Classics often feel daunting to me because I worry I won’t fully grasp their themes or concepts. However, Animal Farm is very straightforward in its message. I struggled a bit to stay interested in the first 20ish pages, but when this story gets going it’s incredibly difficult to put down.
When you begin reading, you can already see where things will most likely head but I don’t think this takes anything away from the story itself. You know the animals will eventually become just like the humans they initially rebelled against but how you get there is fascinating to watch. The journey this story takes from beginning to end is so important to witness. It would’ve been easy for Orwell to simply say ‘power corrupts, and history will repeat itself if we refuse to learn from it’ but he did so in a way that truly makes you take in the meaning and digest it fully. I think this book does a wonderful job showing how much of life is just history repeating itself when we are not taught or forget the road that has brought us to this place in time. I think the message is just as impactful now, if not more so, than it was when it was written 80 years ago. We are living in an age where we are truly regressing as a society and falling back into ignorant ways, like in this book we are seeing history be rewritten or scratched out all together. I worry for the state of the world today, as I’m sure George Orwell did in 1945 but I also mourn heavily for everything we stand to lose if we keep progressing in this downward spiral.

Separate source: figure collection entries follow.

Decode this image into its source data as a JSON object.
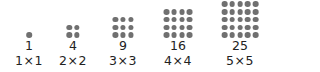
{
  "figure": {
    "dot_color": "#707070",
    "items": [
      {
        "n": 1,
        "value": "1",
        "formula": "1×1"
      },
      {
        "n": 2,
        "value": "4",
        "formula": "2×2"
      },
      {
        "n": 3,
        "value": "9",
        "formula": "3×3"
      },
      {
        "n": 4,
        "value": "16",
        "formula": "4×4"
      },
      {
        "n": 5,
        "value": "25",
        "formula": "5×5"
      }
    ]
  }
}
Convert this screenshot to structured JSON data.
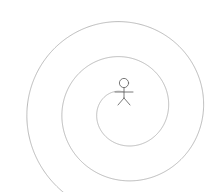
{
  "canvas": {
    "width": 217,
    "height": 192,
    "background_color": "#ffffff",
    "title": "Spiral with stick figure at center"
  },
  "style": {
    "spiral_stroke_color": "#a8a8a8",
    "spiral_stroke_width": 0.8,
    "figure_stroke_color": "#6b6b6b",
    "figure_stroke_width": 0.9
  },
  "spiral": {
    "name": "archimedean-spiral",
    "center_x": 124,
    "center_y": 110,
    "turns": 2.45,
    "start_radius": 18,
    "end_radius": 104,
    "start_angle_deg": 90,
    "direction": "counterclockwise",
    "outer_end_x": 20,
    "outer_end_y": 118,
    "top_extent_y": 14,
    "right_extent_x": 201,
    "bottom_extent_y": 181
  },
  "figure": {
    "name": "stick-figure",
    "center_x": 124,
    "head_center_y": 83,
    "head_radius": 4.6,
    "body_top_y": 88,
    "body_bottom_y": 98,
    "arm_y": 92,
    "arm_half_width": 9,
    "leg_spread": 6,
    "leg_bottom_y": 105
  }
}
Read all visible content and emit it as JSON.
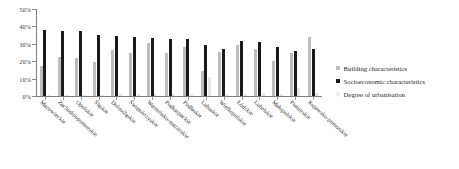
{
  "chart_data": {
    "type": "bar",
    "title": "",
    "subtitle": "",
    "xlabel": "",
    "ylabel": "",
    "ylim": [
      0,
      50
    ],
    "ytick_labels": [
      "0%",
      "10%",
      "20%",
      "30%",
      "40%",
      "50%"
    ],
    "ytick_values": [
      0,
      10,
      20,
      30,
      40,
      50
    ],
    "grid": false,
    "legend_position": "right",
    "value_suffix": "%",
    "categories": [
      "Mazowieckie",
      "Zachodniopomorskie",
      "Opolskie",
      "Śląskie",
      "Dolnośląskie",
      "Świętokrzyskie",
      "Warmińsko-mazurskie",
      "Podkarpackie",
      "Podlaskie",
      "Lubuskie",
      "Wielkopolskie",
      "Łódzkie",
      "Lubelskie",
      "Małopolskie",
      "Pomorskie",
      "Kujawsko-pomorskie"
    ],
    "series": [
      {
        "name": "Building characteristics",
        "color": "#bdbdbd",
        "values": [
          17.5,
          22.3,
          21.7,
          19.4,
          26.6,
          24.8,
          30.6,
          24.8,
          28.2,
          14.5,
          25.3,
          29.2,
          26.8,
          20.3,
          24.5,
          33.9
        ]
      },
      {
        "name": "Socioeconomic characteristics",
        "color": "#1a1a1a",
        "values": [
          38.1,
          37.4,
          37.2,
          35.2,
          34.4,
          33.9,
          33.4,
          32.8,
          32.6,
          29.3,
          27.0,
          31.4,
          31.2,
          27.9,
          25.8,
          26.9
        ]
      },
      {
        "name": "Degree of urbanisation",
        "color": "#e6e6e6",
        "values": [
          0.6,
          0.5,
          0.5,
          0.6,
          1.1,
          1.0,
          1.2,
          1.0,
          1.1,
          10.7,
          1.4,
          1.2,
          1.5,
          1.3,
          4.6,
          1.6
        ]
      }
    ]
  },
  "legend": {
    "items": [
      {
        "label": "Building characteristics"
      },
      {
        "label": "Socioeconomic characteristics"
      },
      {
        "label": "Degree of urbanisation"
      }
    ]
  }
}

I mourn for those who lost their lives fighting for human rights, only to see those same rights up for debate less than a century later. Women are losing the rights to their own bodies. Transgender people are unable to get gender-affirming care. Black people are losing their lives as a result of police brutality and medical racism. Children are dying in their classrooms. So many hard-fought battles are now at risk of being undone because our leaders refuse to learn from the past.
Seeing the evolution of characters like Napoleon, Boxer, and Benjamin is incredibly interesting. Boxer represents so many people in the world today, working tirelessly, waiting for the promises of retirement, only to have wasted his life away at a job that never cared about him in the first place. Watching Boxer push himself harder and harder for Napoleon made me a little sick to my stomach. Benjamin, to me, is a character who clearly reflects a form of complacency—one born from deep cynicism and a belief that nothing he does will change the outcome. That being said, he ended up being one of my favorite characters in the end. I wanted him to make it out at the end, but more so because I wanted him to be forced to live with his guilt. He had all the power to help the other animals when Napoleon rose to power and yet decided to not act on it and in the end lost his best friend. Napoleon himself is so clearly an example of ‘the hero’, he comes in and claims he will save the day, making all these promises that sound perfect to those in need. When Napoleon eventually rises to power, it quickly becomes clear that he never intended to keep any of those promises. He begins rewriting the seven commandments in a way that benefits only him and the other pigs, forcing the animals to work longer and harder on the same project he refused to put in motion with Snowball around. Squealer is a perfect representation of our major news outlets today, spreading only the information that shows Napoleon in a positive light and frames anyone against him as the enemy.
In the end, I think this book will always be powerful, even when the future doesn’t feel so bleak, and I think now more than ever it is a must-read. I’ll leave you with the final line of the book, which also happens to be my favorite.
“The creatures outside looked from pig to man, and from man to pig, and from pig to man again; but already it was impossible to say which was which.”